VoIP start-up Vonage Holdings Corp. is reportedly planning to file for an initial public
offering (IPO) that could fetch as much as $600 million for the company. That is, if
investors are willing to drink Citron-flavored Kool-Aid. If history is a guide, they
will. Willingly.
Over the last three years Vonage has signed up customers buying more than 800,000 VoIP
lines, raised $400 million in venture capital and ramped its operations to count 1,500
employees. But this has occurred during the “low hanging fruit” phase of the VoIP
market’s development. With cable’s VoIP rollout ramping and the Bells following suit,
Vonage’s free ride is coming to an end.
Driven by smash-mouth CEO Jeffrey Citron, Vonage has spent lavishly on marketing as part
of a VoIP market land grab. Citron’s brash “we’ll bankrupt the Bells chatter is
reminiscent of Dave McCourt, the former CEO of RCN, the cable overbuilder now struggling
to emerge from bankruptcy.
Frankly, the most exciting thing about a Vonage IPO, will be the opportunity to examine
the company’s financials and watch Citron work to meet Wall Street’s numbers each quarter
under the full light of day as public company.
For everyone that lived through the “Internet Bubble,” hearing the hype around a Vonage
IPO and watching Google trade at $285 a share is like deja vu all over again, as Yogi
Berra would say. Google’s plan for a secondary $4 billion stock offering while it already
has $3 billion in cash on its balance sheet is the icing on the cake. On the heels of its
IM launch into IP communications, maybe Google should simplify the equation by just using
its inflated stock to buy Vonage directly at an irrational valuation?

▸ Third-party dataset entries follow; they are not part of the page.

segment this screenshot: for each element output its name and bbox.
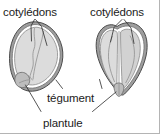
seed-anatomy-figure: cotylédons cotylédons tégument plantule (0, 0, 160, 134)
label-cotyledons-left: cotylédons (3, 6, 57, 18)
figure-canvas: cotylédons cotylédons tégument plantule (0, 0, 160, 134)
label-plantule: plantule (43, 117, 82, 129)
label-cotyledons-right: cotylédons (90, 6, 144, 18)
label-tegument: tégument (47, 92, 95, 104)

http://blog.cabledigitalnews.com/index.php?id=260
offering (IPO) that could fetch as much as $600 million for the company. That is, if
investors are willing to drink Citron-flavored Kool-Aid. If history is a guide, they
will. Willingly.
Over the last three years Vonage has signed up customers buying more than 800,000 VoIP
lines, raised $400 million in venture capital and ramped its operations to count 1,500
employees. But this has occurred during the “low hanging fruit” phase of the VoIP
market’s development. With cable’s VoIP rollout ramping and the Bells following suit,
Vonage’s free ride is coming to an end.
Driven by smash-mouth CEO Jeffrey Citron, Vonage has spent lavishly on marketing as part
of a VoIP market land grab. Citron’s brash “we’ll bankrupt the Bells chatter is
reminiscent of Dave McCourt, the former CEO of RCN, the cable overbuilder now struggling
to emerge from bankruptcy.
Frankly, the most exciting thing about a Vonage IPO, will be the opportunity to examine
the company’s financials and watch Citron work to meet Wall Street’s numbers each quarter
under the full light of day as public company.
For everyone that lived through the “Internet Bubble,” hearing the hype around a Vonage
IPO and watching Google trade at $285 a share is like deja vu all over again, as Yogi
Berra would say. Google’s plan for a secondary $4 billion stock offering while it already
has $3 billion in cash on its balance sheet is the icing on the cake. On the heels of its
IM launch into IP communications, maybe Google should simplify the equation by just using
its inflated stock to buy Vonage directly at an irrational valuation?